President Muhammadu Buhari on Tuesday revealed that his United States counterpart, Donald Trump, had accused him of killing Christians in Nigeria.
KanyiDaily recalls that on April 30, 2018, Buhari met with Trump in Washington to discuss issues ranging from the fight against insurgency, the economy, among others.
For the first time since 2018 that he met Trump in Washington, Buhari has revealed the details of their discussion during his meetings with the US President.
At a Ministerial Performance Review Retreat held in Abuja on Tuesday, September 8, 2020, Buhari said Trump called him into his office at the White House and said “why are you killing Christians in your country?”
Buhari said though he was pained by the allegation, he took his time to explain to Trump that the killings of Christians in Nigeria “has got nothing to do with ethnicity or religion.”

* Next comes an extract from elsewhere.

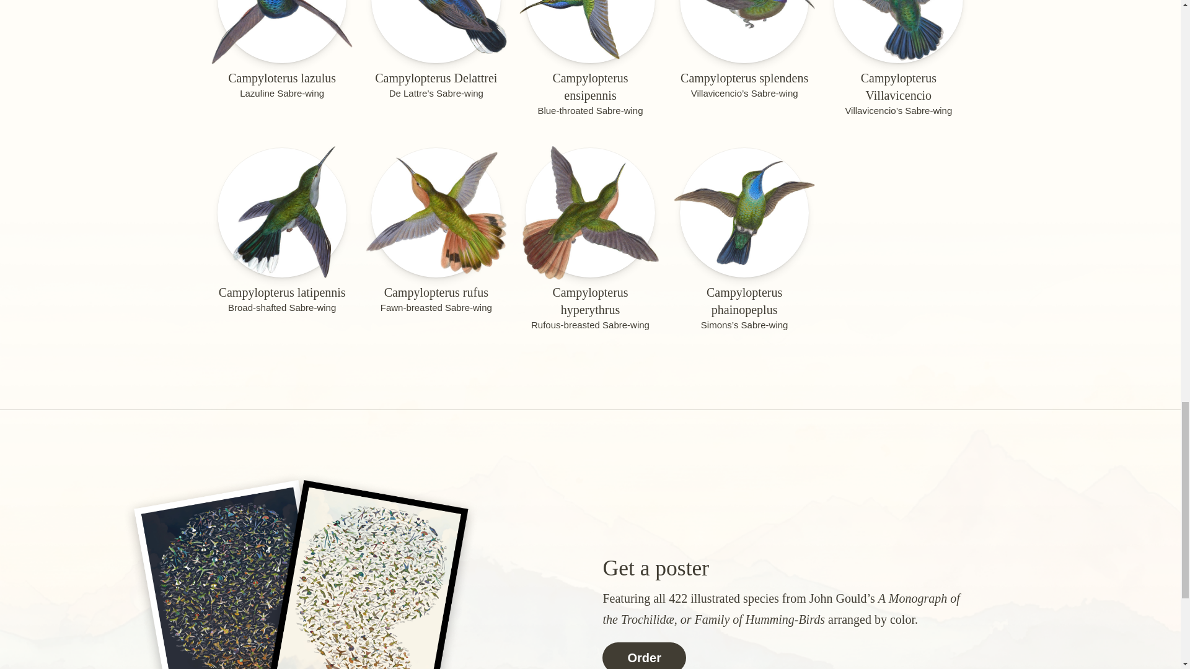 This screenshot has height=669, width=1190. What do you see at coordinates (643, 656) in the screenshot?
I see `Order` at bounding box center [643, 656].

The Nigerian President said he told Trump that the problem stemmed from constant clashes between cattle-herders and farmers, describing it as a “cultural” problem.

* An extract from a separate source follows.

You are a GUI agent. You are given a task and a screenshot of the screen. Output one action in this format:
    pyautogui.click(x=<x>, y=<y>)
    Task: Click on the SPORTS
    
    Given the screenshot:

President Buhari further blamed the farmer-herder clashes on “climate change and population growth” as well as the “leadership failure” of previous governments.
“I believe I was about the only African among the less developed countries the President of United States invited, and when I was in his office, only myself and himself. Only God is my witness. He looked at me in the face. He said ‘why are you killing Christians?’
“I wonder if you were the person how you will react. I hope what I was feeling inside did not betray my emotion. So, I told him that the problem between the cattle rearers and stagnant farmers I know is older than me, not to talk of him (Trump). I think I am a couple of years older than him.
“With climate change and population growth and the culture of the cattle rearers, if you have 50 cows and they eat grass, any route to your water point, they will follow it, it doesn’t matter whose farm it was.
“The first republic set of leadership was the most responsible leadership we ever had. I asked the minister of agriculture to get a gazette of the early 60s which delineated the cattle routes where they used meagre resources then to put earth dams, wind mills even sanitary department.
“So, any cattle rearer that allowed his cattle to go to somebody’s farm is arrested, taken before the court, the farmer is called to submit his bill and if he can’t pay, the cattle are sold, but subsequent leaders, VVIPs (very very important persons) they encroached on the cattle routes, they took over the cattle rearing areas.
“So, I tried and explained to him this has got nothing to do with ethnicity or religion. It is a cultural thing which the respective leadership was failing the nation,” he said.
KanyiDaily recalls that President Trump had called on nations of the world to end Christian persecution, saying that about 80 percent of the world’s population is living in places where religious liberty is threatened, restricted, or even banned.